In Scarborough, the ramshackle little capital, I met my Man Friday – taxi-guide Victor Nixon – who greeted me with a wide smile. It was no false bonhomie either; in less than an hour’s drive Victor had been greeted by name by more friends than most people make in a lifetime in the UK. Along the way we stopped to pick mangoes and paw-paw, and to drink cold coconut water.



Mount Dillon is the perfect vantage point to survey this green and rolling island and, at an elevation of some 400ft, is a great place to catch the breeze. It’s a short drive down to the golden sands of Englishman’s Bay which rivals Pigeon Point for sheer beauty, and also provides excellent snorkelling.



At the northern tip of the island lies Charlotteville, a charming village which is only 25 miles from the southern hotels of Crown Point as the pelican flies, but a 2hr car journey along a winding road.

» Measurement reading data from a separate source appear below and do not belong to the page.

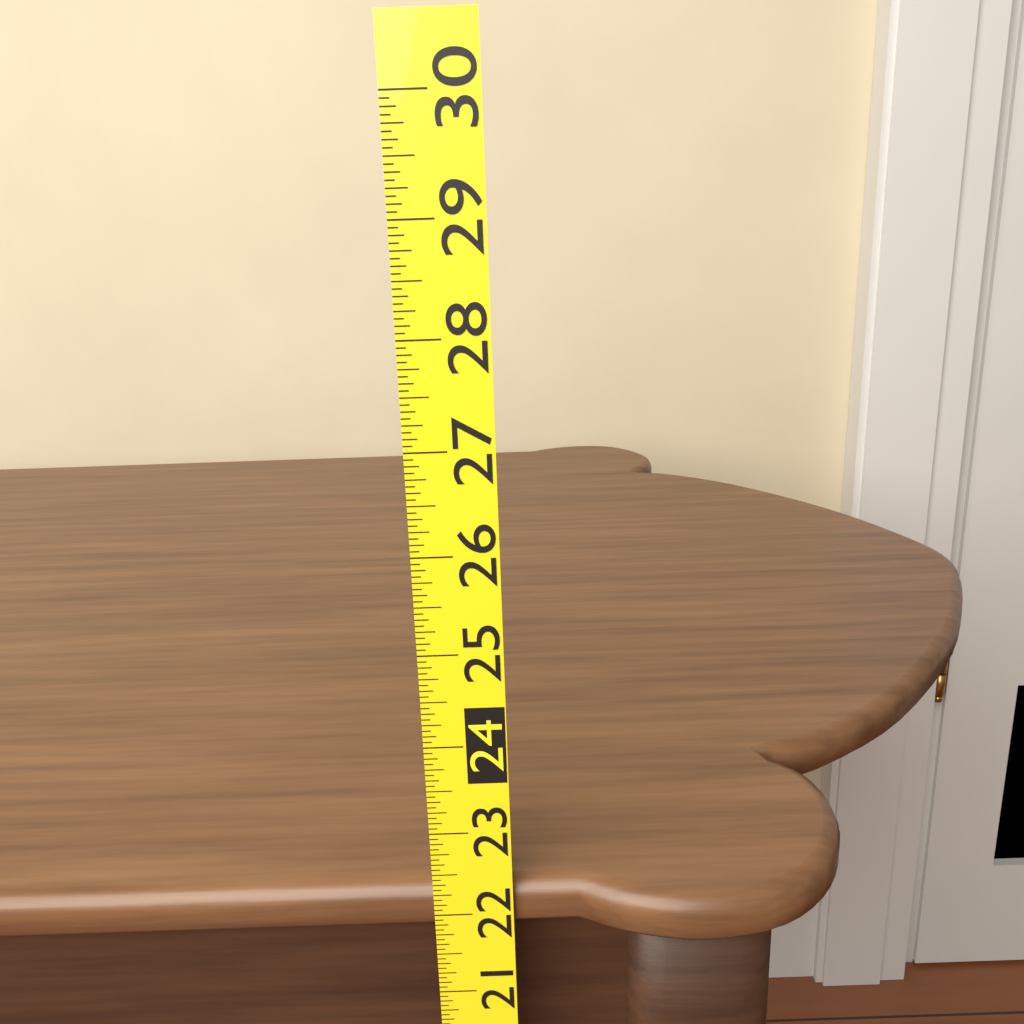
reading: 22.3125 (no unit)
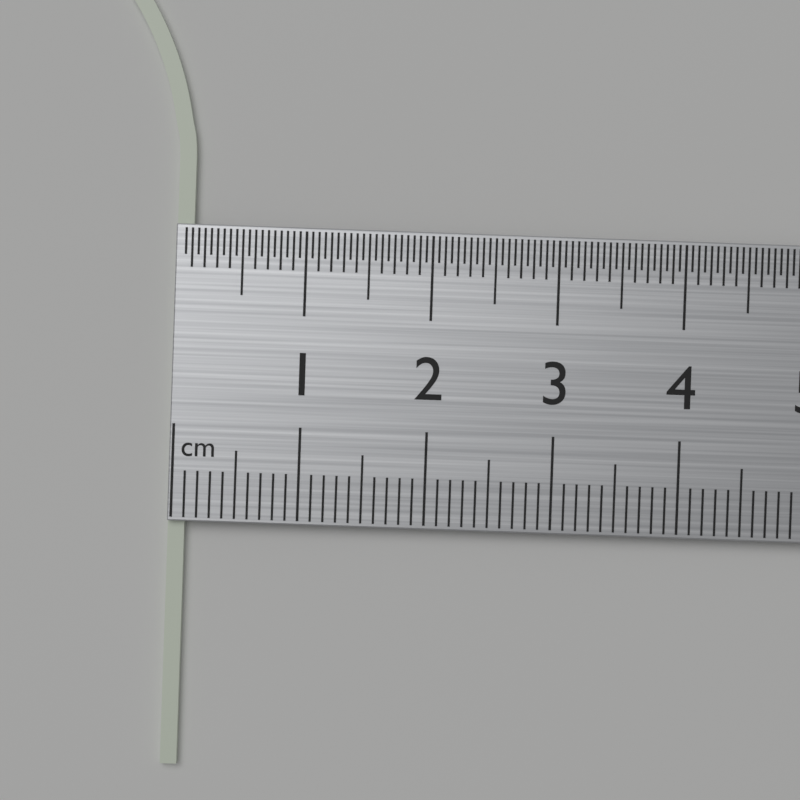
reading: 0.1 cm
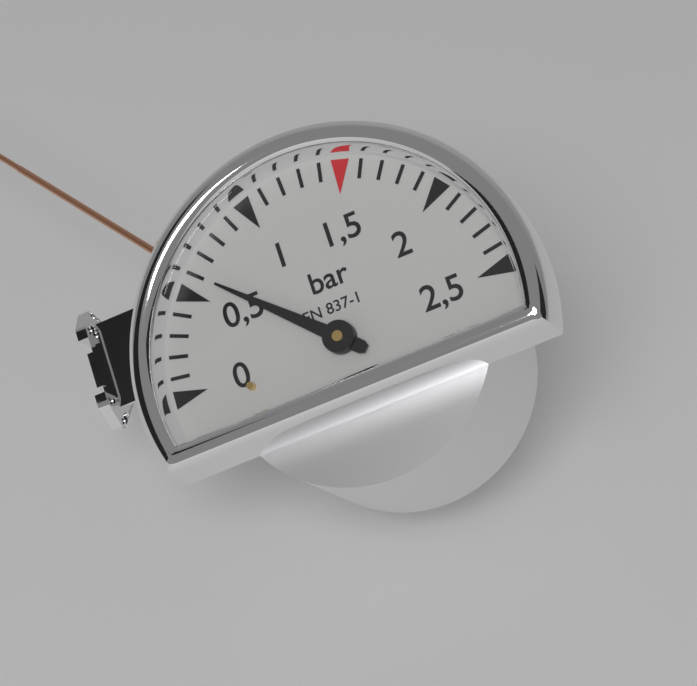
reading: 0.6 bar
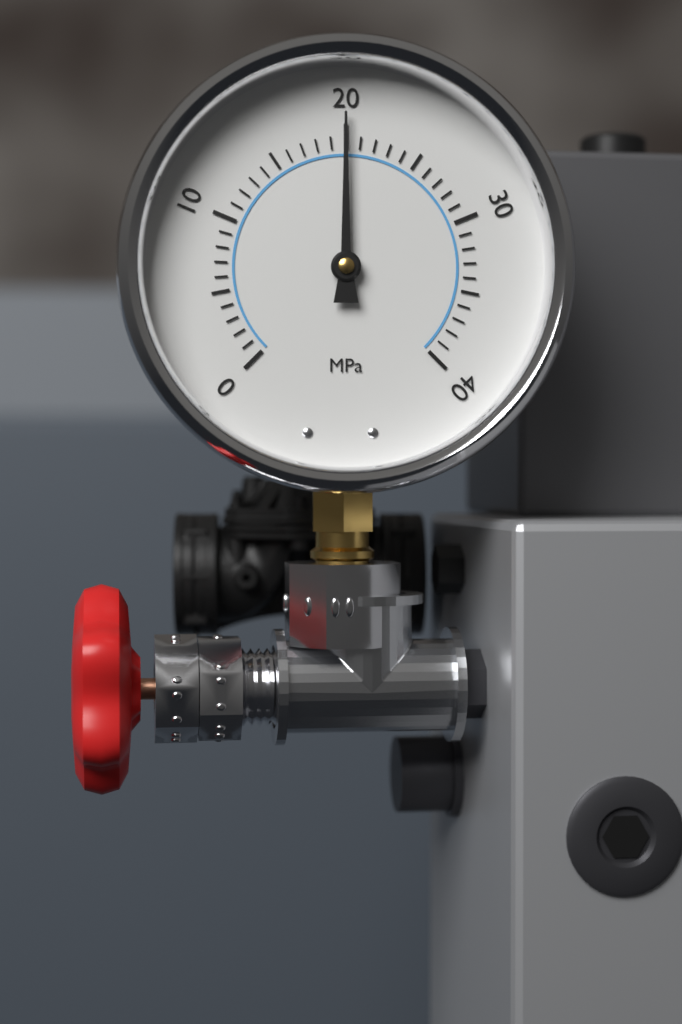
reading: 20 MPa
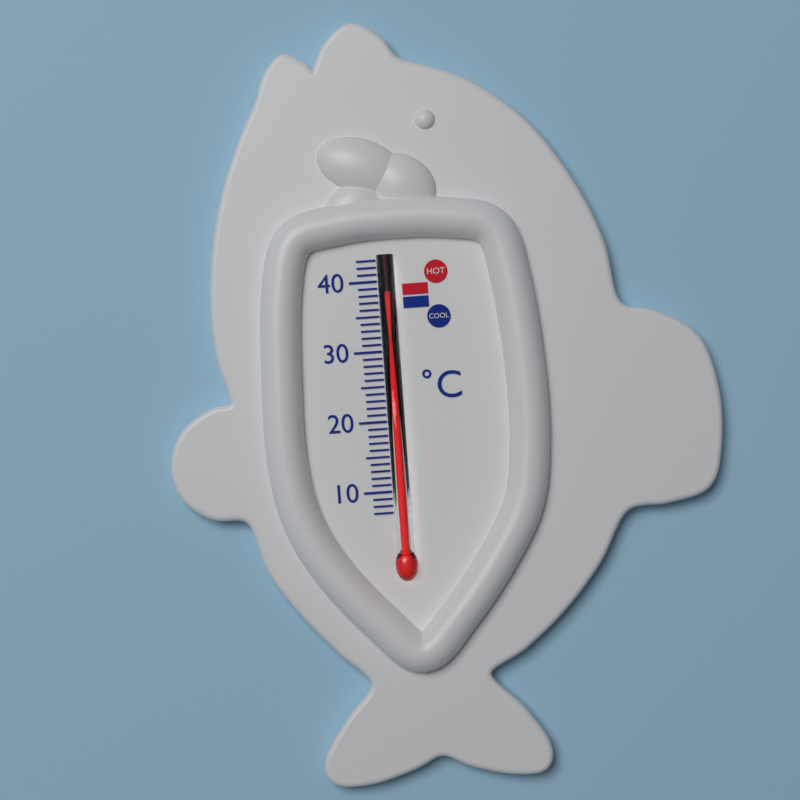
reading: 37 °C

From the magnificent bay of nearby Speyside I took a boat to Little Tobago Island, now a bird sanctuary with blue-crowned mot-mots in the cool of the woods and thousands of seabirds swooping from its vertiginous cliffs.



I watched the pterodactyl-like magnificent frigate bullying a smaller bird to drop its fish, which the aggressor then caught in mid air.



But not all of Tobago’s wildlife is so savage. In the tropical gardens of the Kariwak Village I was entranced by tiny jewel-coloured hummingbirds hovering within arm’s reach, while at the other end of the size scale I was overawed by the half-ton leatherback turtle which flippered its way onto Turtle Beach to lay a prodigious clutch of eggs.